Moreover, scientists often disagree about how to interpret facts and even about what the facts are. As the Italian philosopher of science Marcello Pera has shown, science advances as scientists argue about how to interpret evidence. Premature appeals to an alleged consensus, therefore, can short-circuit this necessary deliberative function and lead to unwarranted conclusions, impeding scientific advance. The false perception of scientific consensus or certainty can, in turn, form the basis of rigidly enforced authoritarian public policy.

But Is There a Controversy? 

You can hear the objection already, one we’ve heard before in the Darwin debate. When it comes to the coronavirus, do legitimate scientists really disagree? Or is there only one valid position, represented by what the media refer to with a definite article, not “science” but “The Science”? Meyer writes:

Many eminent and dissenting medical, scientific and epidemiological experts would make an outstanding scientific “Team B,” perhaps as part of a new task force about how to open the economy. Consider just a few of the experts who have publicly questioned key assumptions or aspects of current policies:

  • Professors Jay Bhattacharya, Eran Bendavid, and John Ioannidis of the Stanford University Medical School;
  • Scott Atlas, former chief of neuroradiology at Stanford University Medical Center;
  • Professor Knut Wittowski, biostatistician and former head of epidemiology, Rockefeller University;
  • John Lee, former professor of pathology, Hull York Medical School in the United Kingdom;
  • Daniel G. Murphy, chairman of the Department of Emergency Medicine at St. Barnabas Hospital in the Bronx;
  • Douglas Axe, Maxwell Professor of Molecular Biology at Biola University and former research scientist at Cambridge University’s Medical Research Council Laboratory;
  • Professor Martin Kulldorf, Harvard University Medical School.
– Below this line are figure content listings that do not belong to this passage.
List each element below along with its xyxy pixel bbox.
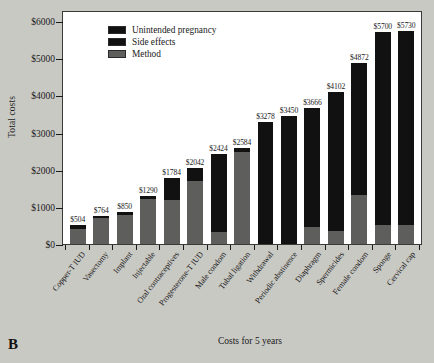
y-tick-mark [56, 96, 63, 97]
y-tick-mark [56, 171, 63, 172]
legend-label-side_effects: Side effects [132, 37, 175, 47]
bar-stack[interactable]: $3278 [258, 122, 274, 244]
y-tick-mark [56, 245, 63, 246]
bar-stack[interactable]: $1290 [140, 196, 156, 244]
bar-value-label: $3666 [303, 98, 322, 107]
bar-value-label: $2424 [209, 144, 228, 153]
x-category-label: Implant [111, 250, 134, 275]
bar-value-label: $3450 [280, 106, 299, 115]
y-axis-tick-labels: $0$1000$2000$3000$4000$5000$6000 [13, 0, 55, 363]
y-tick-label: $0 [13, 240, 55, 250]
bar-segment-side-effects [281, 116, 297, 244]
bar-stack[interactable]: $504 [70, 225, 86, 244]
bar-column[interactable]: $4102 [324, 12, 347, 244]
bar-value-label: $1784 [162, 168, 181, 177]
bar-segment-method [375, 225, 391, 244]
bar-stack[interactable]: $5730 [398, 31, 414, 244]
bar-stack[interactable]: $4872 [351, 63, 367, 244]
bar-column[interactable]: $504 [66, 12, 89, 244]
bar-value-label: $3278 [256, 112, 275, 121]
bar-stack[interactable]: $3666 [304, 108, 320, 244]
y-tick-label: $1000 [13, 203, 55, 213]
x-axis-title: Costs for 5 years [170, 336, 330, 346]
bar-stack[interactable]: $5700 [375, 32, 391, 244]
bar-segment-method [93, 218, 109, 244]
bar-segment-side-effects [187, 168, 203, 181]
panel-label: B [8, 336, 18, 353]
legend-label-unintended_pregnancy: Unintended pregnancy [132, 25, 216, 35]
x-category-label: Sponge [371, 250, 393, 275]
bar-value-label: $2042 [186, 158, 205, 167]
bar-stack[interactable]: $764 [93, 216, 109, 244]
bar-stack[interactable]: $2584 [234, 148, 250, 244]
bar-segment-side-effects [398, 31, 414, 225]
legend-item-side_effects: Side effects [108, 37, 216, 47]
legend-swatch-method [108, 50, 126, 59]
y-tick-label: $4000 [13, 91, 55, 101]
bar-column[interactable]: $3278 [254, 12, 277, 244]
bar-value-label: $850 [117, 202, 132, 211]
legend-label-method: Method [132, 49, 161, 59]
bar-segment-side-effects [211, 154, 227, 232]
bar-column[interactable]: $3450 [277, 12, 300, 244]
legend-item-unintended_pregnancy: Unintended pregnancy [108, 25, 216, 35]
bar-segment-method [70, 229, 86, 244]
bar-segment-method [398, 225, 414, 244]
y-tick-mark [56, 22, 63, 23]
bar-column[interactable]: $5700 [371, 12, 394, 244]
bar-segment-method [117, 215, 133, 244]
bar-column[interactable]: $2584 [230, 12, 253, 244]
bar-segment-method [304, 227, 320, 244]
y-tick-label: $6000 [13, 17, 55, 27]
y-tick-mark [56, 208, 63, 209]
figure-panel-b: Total costs $0$1000$2000$3000$4000$5000$… [0, 0, 434, 363]
bar-segment-method [234, 152, 250, 244]
bar-segment-side-effects [328, 92, 344, 231]
bar-segment-side-effects [258, 122, 274, 244]
legend-item-method: Method [108, 49, 216, 59]
bar-value-label: $5730 [397, 21, 416, 30]
x-axis-category-labels: Copper-T IUDVasectomyImplantInjectableOr… [62, 250, 422, 324]
bar-value-label: $2584 [233, 138, 252, 147]
y-tick-label: $5000 [13, 54, 55, 64]
bar-column[interactable]: $5730 [395, 12, 418, 244]
y-tick-label: $2000 [13, 166, 55, 176]
bar-stack[interactable]: $4102 [328, 92, 344, 244]
chart-legend: Unintended pregnancySide effectsMethod [108, 25, 216, 59]
y-tick-label: $3000 [13, 129, 55, 139]
bar-segment-method [140, 199, 156, 244]
bar-value-label: $4102 [327, 82, 346, 91]
bar-stack[interactable]: $1784 [164, 178, 180, 244]
bar-stack[interactable]: $850 [117, 212, 133, 244]
y-tick-mark [56, 59, 63, 60]
bar-value-label: $5700 [374, 22, 393, 31]
bar-segment-side-effects [375, 32, 391, 225]
bar-segment-side-effects [164, 178, 180, 200]
bar-value-label: $504 [70, 215, 85, 224]
bar-segment-side-effects [351, 63, 367, 195]
legend-swatch-side_effects [108, 38, 126, 47]
legend-swatch-unintended_pregnancy [108, 26, 126, 35]
bar-value-label: $764 [94, 206, 109, 215]
bar-value-label: $4872 [350, 53, 369, 62]
bar-segment-method [187, 181, 203, 244]
bar-stack[interactable]: $2042 [187, 168, 203, 244]
bar-column[interactable]: $3666 [301, 12, 324, 244]
bar-segment-method [351, 195, 367, 244]
bar-segment-side-effects [304, 108, 320, 227]
bar-value-label: $1290 [139, 186, 158, 195]
y-tick-mark [56, 134, 63, 135]
x-category-label: Copper-T IUD [50, 250, 86, 293]
bar-segment-method [328, 231, 344, 244]
bar-segment-method [164, 200, 180, 244]
bar-column[interactable]: $4872 [348, 12, 371, 244]
bar-stack[interactable]: $2424 [211, 154, 227, 244]
bar-segment-method [211, 232, 227, 244]
bar-stack[interactable]: $3450 [281, 116, 297, 244]
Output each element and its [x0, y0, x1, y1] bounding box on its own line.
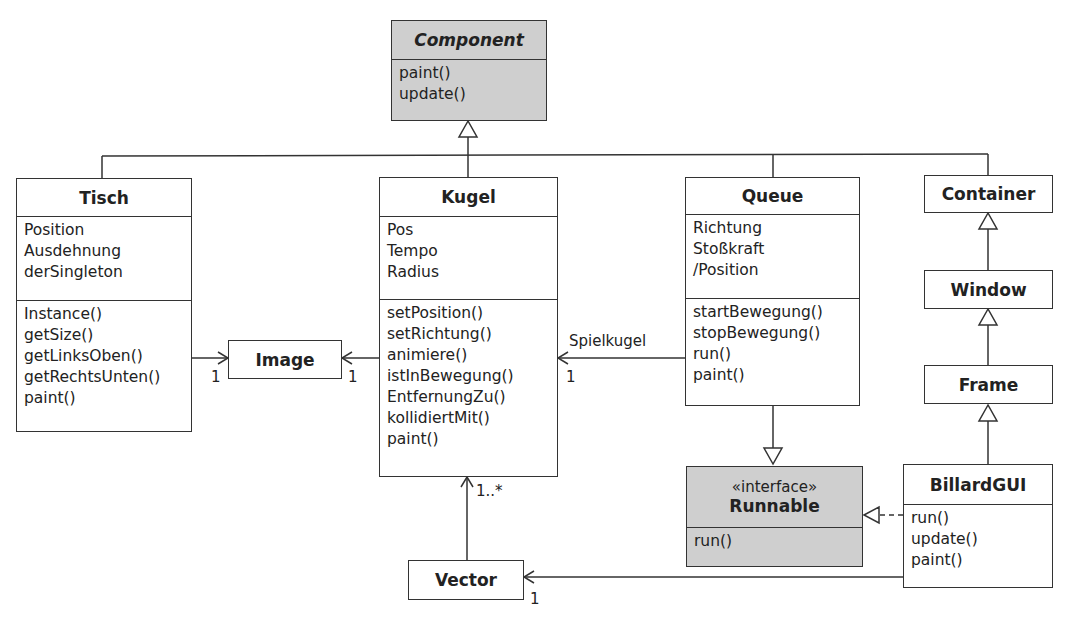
- multiplicity-vector-kugel: 1..*: [476, 482, 503, 500]
- operation: run(): [911, 508, 1045, 529]
- attribute: Stoßkraft: [693, 239, 852, 260]
- attribute: Richtung: [693, 218, 852, 239]
- interface-name: Runnable: [687, 496, 862, 516]
- class-queue[interactable]: Queue Richtung Stoßkraft /Position start…: [685, 177, 860, 406]
- class-title: Kugel: [380, 178, 557, 217]
- class-title: Image: [229, 341, 341, 378]
- class-title: BillardGUI: [904, 465, 1052, 505]
- operation: Instance(): [24, 304, 184, 325]
- multiplicity-tisch-image: 1: [211, 368, 221, 386]
- class-attributes: Position Ausdehnung derSingleton: [17, 217, 191, 301]
- class-container[interactable]: Container: [924, 175, 1053, 213]
- class-tisch[interactable]: Tisch Position Ausdehnung derSingleton I…: [16, 178, 192, 432]
- class-vector[interactable]: Vector: [408, 560, 524, 600]
- operation: startBewegung(): [693, 302, 852, 323]
- operation: getSize(): [24, 325, 184, 346]
- class-title: Frame: [925, 366, 1052, 403]
- class-title: «interface» Runnable: [687, 467, 862, 528]
- operation: animiere(): [387, 345, 550, 366]
- operation: setRichtung(): [387, 324, 550, 345]
- attribute: derSingleton: [24, 262, 184, 283]
- class-operations: setPosition() setRichtung() animiere() i…: [380, 300, 557, 453]
- class-title: Tisch: [17, 179, 191, 217]
- class-operations: paint() update(): [392, 60, 546, 108]
- operation: stopBewegung(): [693, 323, 852, 344]
- role-spielkugel: Spielkugel: [569, 332, 646, 350]
- class-title: Container: [925, 176, 1052, 212]
- class-kugel[interactable]: Kugel Pos Tempo Radius setPosition() set…: [379, 177, 558, 477]
- attribute: Position: [24, 220, 184, 241]
- class-component[interactable]: Component paint() update(): [391, 20, 547, 121]
- class-billardgui[interactable]: BillardGUI run() update() paint(): [903, 464, 1053, 588]
- operation: kollidiertMit(): [387, 408, 550, 429]
- class-operations: run(): [687, 528, 862, 555]
- class-title: Queue: [686, 178, 859, 215]
- class-operations: startBewegung() stopBewegung() run() pai…: [686, 299, 859, 389]
- operation: paint(): [399, 63, 539, 84]
- operation: EntfernungZu(): [387, 387, 550, 408]
- operation: istInBewegung(): [387, 366, 550, 387]
- class-attributes: Pos Tempo Radius: [380, 217, 557, 300]
- operation: paint(): [24, 388, 184, 409]
- class-title: Component: [392, 21, 546, 60]
- operation: run(): [693, 344, 852, 365]
- attribute: Radius: [387, 262, 550, 283]
- class-image[interactable]: Image: [228, 340, 342, 379]
- operation: paint(): [387, 429, 550, 450]
- class-window[interactable]: Window: [924, 270, 1053, 309]
- class-operations: Instance() getSize() getLinksOben() getR…: [17, 301, 191, 412]
- class-frame[interactable]: Frame: [924, 365, 1053, 404]
- operation: paint(): [693, 365, 852, 386]
- class-attributes: Richtung Stoßkraft /Position: [686, 215, 859, 299]
- multiplicity-queue-kugel: 1: [566, 368, 576, 386]
- class-title: Vector: [409, 561, 523, 599]
- class-operations: run() update() paint(): [904, 505, 1052, 574]
- attribute: Ausdehnung: [24, 241, 184, 262]
- multiplicity-kugel-image: 1: [348, 368, 358, 386]
- operation: paint(): [911, 550, 1045, 571]
- operation: update(): [911, 529, 1045, 550]
- operation: run(): [694, 531, 855, 552]
- multiplicity-billardgui-vector: 1: [530, 590, 540, 608]
- attribute: Pos: [387, 220, 550, 241]
- operation: setPosition(): [387, 303, 550, 324]
- operation: getLinksOben(): [24, 346, 184, 367]
- operation: getRechtsUnten(): [24, 367, 184, 388]
- operation: update(): [399, 84, 539, 105]
- attribute: /Position: [693, 260, 852, 281]
- attribute: Tempo: [387, 241, 550, 262]
- stereotype: «interface»: [687, 478, 862, 496]
- interface-runnable[interactable]: «interface» Runnable run(): [686, 466, 863, 567]
- class-title: Window: [925, 271, 1052, 308]
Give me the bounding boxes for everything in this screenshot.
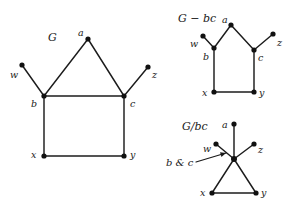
graph-g-contract-bc-canvas — [0, 0, 294, 216]
graph-edge-bcx — [212, 159, 234, 193]
graph-vertex-y — [253, 190, 258, 195]
graph-vertex-x — [209, 190, 214, 195]
graph-g-contract-bc-title: G/bc — [182, 121, 208, 132]
vertex-label-z: z — [258, 145, 263, 155]
vertex-label-a: a — [222, 120, 228, 130]
graph-vertex-a — [231, 121, 236, 126]
graph-figure: awzbcxyGawzbcxyG − bcawzxyG/bcb & c — [0, 0, 294, 216]
arrow-head-icon — [220, 152, 226, 157]
graph-vertex-z — [251, 141, 256, 146]
graph-vertex-bc — [231, 156, 237, 162]
graph-edge-zbc — [234, 144, 254, 159]
merged-vertex-label: b & c — [166, 158, 193, 168]
graph-vertex-w — [213, 141, 218, 146]
vertex-label-y: y — [261, 188, 266, 198]
graph-edge-bcy — [234, 159, 256, 193]
graph-g-contract-bc: awzxyG/bcb & c — [0, 0, 294, 216]
graph-edge-wbc — [216, 144, 234, 159]
vertex-label-x: x — [200, 188, 205, 198]
vertex-label-w: w — [203, 144, 211, 154]
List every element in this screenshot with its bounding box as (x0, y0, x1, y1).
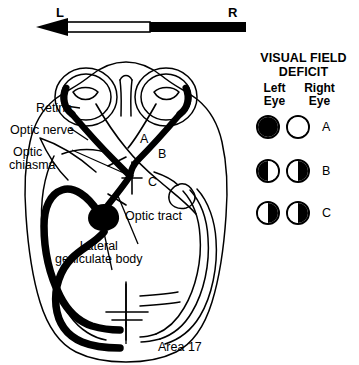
right-lgb-outline (169, 184, 195, 209)
orientation-arrow-graphic (0, 0, 359, 48)
field-circle-c-right-eye (286, 201, 310, 225)
legend-letter-a: A (322, 121, 330, 134)
legend-column-headers: Left Eye Right Eye (252, 82, 342, 108)
field-half-a-right-eye-right (298, 117, 308, 137)
legend-row-c: C (256, 200, 359, 226)
lesion-marker-a: A (140, 133, 148, 146)
field-half-b-left-eye-right (268, 161, 278, 181)
label-optic-tract: Optic tract (125, 210, 182, 223)
field-half-c-right-eye-left (288, 203, 298, 223)
field-half-b-right-eye-left (288, 161, 298, 181)
field-circle-a-right-eye (286, 115, 310, 139)
visual-field-deficit-legend: VISUAL FIELD DEFICIT Left Eye Right Eye (248, 52, 359, 227)
right-lens (154, 88, 179, 100)
legend-header-left-eye-line2: Eye (252, 95, 297, 108)
nasal-bridge-top (120, 76, 132, 81)
label-optic-nerve: Optic nerve (10, 124, 74, 137)
field-half-a-left-eye-left (258, 117, 268, 137)
left-lens (73, 88, 98, 100)
legend-letter-b: B (322, 165, 330, 178)
legend-row-a: A (256, 114, 359, 140)
label-retina: Retina (36, 102, 72, 115)
label-optic-chiasma-line1: Optic (13, 145, 42, 159)
right-medial-sulcus (140, 292, 180, 306)
legend-row-b: B (256, 158, 359, 184)
field-half-c-left-eye-left (258, 203, 268, 223)
visual-pathway-diagram (0, 44, 252, 365)
axis-label-left: L (56, 6, 64, 19)
right-retina-thick (180, 88, 188, 114)
lesion-marker-c: C (148, 176, 157, 189)
field-circle-c-left-eye (256, 201, 280, 225)
label-lgb-line2: geniculate body (55, 253, 143, 266)
figure-root: L R (0, 0, 359, 365)
field-half-b-left-eye-left (258, 161, 268, 181)
legend-title-line2: DEFICIT (248, 66, 359, 80)
midline-nasal-structure (120, 80, 132, 116)
field-half-a-right-eye-left (288, 117, 298, 137)
orientation-arrow: L R (0, 0, 359, 48)
label-optic-chiasma: Optic chiasma (13, 146, 56, 172)
arrow-left-segment (62, 22, 150, 32)
legend-title: VISUAL FIELD DEFICIT (248, 52, 359, 79)
arrow-head (36, 18, 68, 36)
label-optic-chiasma-line2: chiasma (9, 159, 56, 172)
arrow-right-segment (150, 22, 246, 32)
legend-header-right-eye-line1: Right (304, 81, 335, 95)
legend-header-right-eye-line2: Eye (297, 95, 342, 108)
right-cortex-inner-line (140, 334, 156, 337)
legend-title-line1: VISUAL FIELD (260, 51, 346, 65)
field-circle-a-left-eye (256, 115, 280, 139)
right-optic-nerve-thick (130, 114, 180, 176)
legend-letter-c: C (322, 207, 331, 220)
field-half-b-right-eye-right (298, 161, 308, 181)
axis-label-right: R (228, 6, 237, 19)
field-circle-b-left-eye (256, 159, 280, 183)
field-circle-b-right-eye (286, 159, 310, 183)
right-tract-to-lgb (154, 172, 178, 185)
legend-header-right-eye: Right Eye (297, 82, 342, 108)
label-lgb-line1: Lateral (80, 239, 118, 253)
lesion-marker-b: B (158, 148, 166, 161)
label-area-17: Area 17 (158, 341, 202, 354)
field-half-c-left-eye-right (268, 203, 278, 223)
field-half-a-left-eye-right (268, 117, 278, 137)
legend-header-left-eye: Left Eye (252, 82, 297, 108)
field-half-c-right-eye-right (298, 203, 308, 223)
legend-header-left-eye-line1: Left (264, 81, 286, 95)
label-lateral-geniculate-body: Lateral geniculate body (55, 240, 143, 266)
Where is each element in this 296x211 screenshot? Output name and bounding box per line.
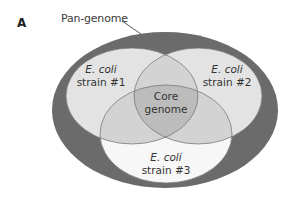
core-label-line2: genome — [145, 103, 188, 116]
pan-genome-label: Pan-genome — [61, 12, 128, 25]
pan-genome-venn-figure: A Pan-genome E. coli strain #1 E. coli s… — [0, 0, 296, 211]
strain-1-species: E. coli — [77, 63, 126, 76]
strain-1-name: strain #1 — [77, 76, 126, 89]
strain-2-name: strain #2 — [203, 76, 252, 89]
strain-1-label: E. coli strain #1 — [77, 63, 126, 89]
panel-label: A — [17, 16, 26, 30]
strain-3-label: E. coli strain #3 — [142, 151, 191, 177]
strain-2-label: E. coli strain #2 — [203, 63, 252, 89]
strain-2-species: E. coli — [203, 63, 252, 76]
core-genome-label: Core genome — [145, 90, 188, 116]
core-label-line1: Core — [145, 90, 188, 103]
strain-3-name: strain #3 — [142, 164, 191, 177]
strain-3-species: E. coli — [142, 151, 191, 164]
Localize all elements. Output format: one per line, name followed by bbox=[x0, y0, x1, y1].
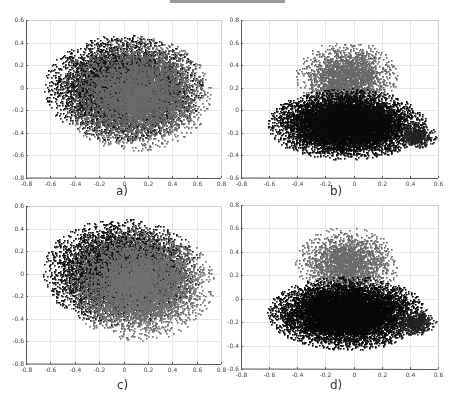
scatter-panel-d: d) bbox=[226, 200, 452, 393]
scatter-plot-a bbox=[0, 14, 226, 200]
scatter-panel-b: b) bbox=[226, 14, 452, 200]
scatter-plot-b bbox=[226, 14, 452, 200]
scatter-panel-c: c) bbox=[0, 200, 226, 393]
panel-label-b: b) bbox=[330, 184, 342, 198]
scatter-plot-c bbox=[0, 200, 226, 393]
figure-top-bar bbox=[170, 0, 285, 3]
panel-label-a: a) bbox=[116, 184, 128, 198]
panel-label-d: d) bbox=[330, 378, 342, 392]
panel-label-c: c) bbox=[117, 378, 128, 392]
scatter-panel-a: a) bbox=[0, 14, 226, 200]
scatter-plot-d bbox=[226, 200, 452, 393]
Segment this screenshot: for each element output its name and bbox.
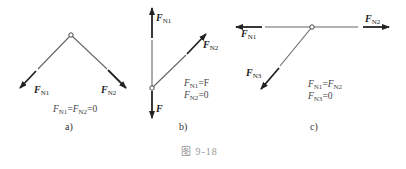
force-label-f-b: F xyxy=(156,103,163,114)
equation-b-2: FN2=0 xyxy=(184,89,208,104)
force-label-fn2-b: FN2 xyxy=(203,39,218,52)
equation-c-2: FN3=0 xyxy=(308,90,332,105)
panel-a-members xyxy=(20,33,126,88)
force-label-fn1-a: FN1 xyxy=(34,84,49,97)
force-label-fn2-c: FN2 xyxy=(365,13,380,26)
force-label-fn3-c: FN3 xyxy=(246,67,261,80)
caption-a: a) xyxy=(65,121,73,132)
figure-caption: 图 9-18 xyxy=(181,143,218,158)
force-label-fn1-b: FN1 xyxy=(156,12,171,25)
force-label-fn2-a: FN2 xyxy=(101,84,116,97)
caption-b: b) xyxy=(179,121,187,132)
force-label-fn1-c: FN1 xyxy=(241,28,256,41)
equation-a: FN1=FN2=0 xyxy=(53,103,97,118)
caption-c: c) xyxy=(310,121,318,132)
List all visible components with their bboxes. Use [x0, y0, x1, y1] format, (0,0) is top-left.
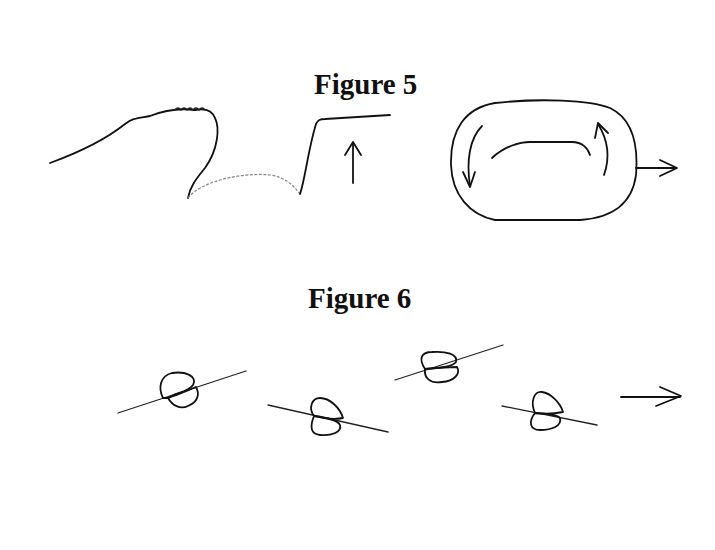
particle-4 — [502, 392, 597, 430]
wave-trough — [188, 174, 300, 198]
right-arrow-icon — [621, 387, 681, 406]
down-arrow-left-icon — [463, 126, 482, 187]
particle-3 — [395, 345, 503, 382]
particle-1 — [118, 371, 246, 413]
oval-outline — [451, 100, 637, 220]
drawing-canvas — [0, 0, 715, 550]
figure-5-oval-circulation — [451, 100, 677, 220]
up-arrow-icon — [345, 142, 361, 183]
figure-5-wave-profile — [50, 108, 390, 198]
up-arrow-right-icon — [595, 123, 608, 175]
figure-6-particle-sequence — [118, 345, 681, 435]
particle-2 — [268, 398, 388, 435]
right-arrow-icon — [636, 160, 677, 176]
inner-arc — [492, 142, 590, 158]
wave-line — [50, 109, 218, 198]
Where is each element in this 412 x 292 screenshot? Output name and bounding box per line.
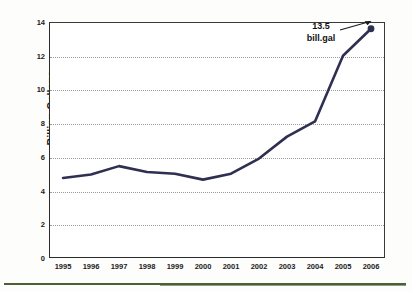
annotation-arrow-icon bbox=[340, 18, 382, 40]
line-chart-figure: Billion Gallons 02468101214 13.5 bill.ga… bbox=[0, 0, 412, 292]
data-series-line bbox=[49, 22, 385, 258]
y-axis-tick-label: 14 bbox=[25, 18, 45, 27]
y-axis-tick-label-group: 02468101214 bbox=[22, 22, 45, 258]
x-axis-tick-label-group: 1995199619971998199920002001200220032004… bbox=[49, 262, 385, 278]
annotation-unit: bill.gal bbox=[296, 32, 346, 44]
series-polyline bbox=[63, 29, 371, 180]
footer-rule-highlight bbox=[160, 285, 406, 286]
x-axis-tick-label: 2006 bbox=[354, 262, 388, 271]
y-axis-tick-label: 12 bbox=[25, 51, 45, 60]
y-axis-tick-label: 2 bbox=[25, 220, 45, 229]
y-axis-tick-label: 10 bbox=[25, 85, 45, 94]
y-axis-tick-label: 0 bbox=[25, 254, 45, 263]
y-axis-tick-label: 6 bbox=[25, 152, 45, 161]
annotation-callout: 13.5 bill.gal bbox=[296, 20, 346, 44]
y-axis-tick-label: 4 bbox=[25, 186, 45, 195]
annotation-value: 13.5 bbox=[296, 20, 346, 32]
y-axis-tick-label: 8 bbox=[25, 119, 45, 128]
Collectively, this group has marshalled many scientific facts and arguments that challenge the wisdom of extending stay-at-home orders.

It’s an important perspective, and not for scientific or medical reasons alone. In the never-ending lockdown, there is more at stake than health, including economic ruin, bringing its own threats to life, and perhaps above all, America’s future as a free country. Read the rest at The Federalist, and hope that it’s read, too, by people with influence.

Photo: South Lawn of the White House, by PHC C.M. Fitzpatrick / Public domain.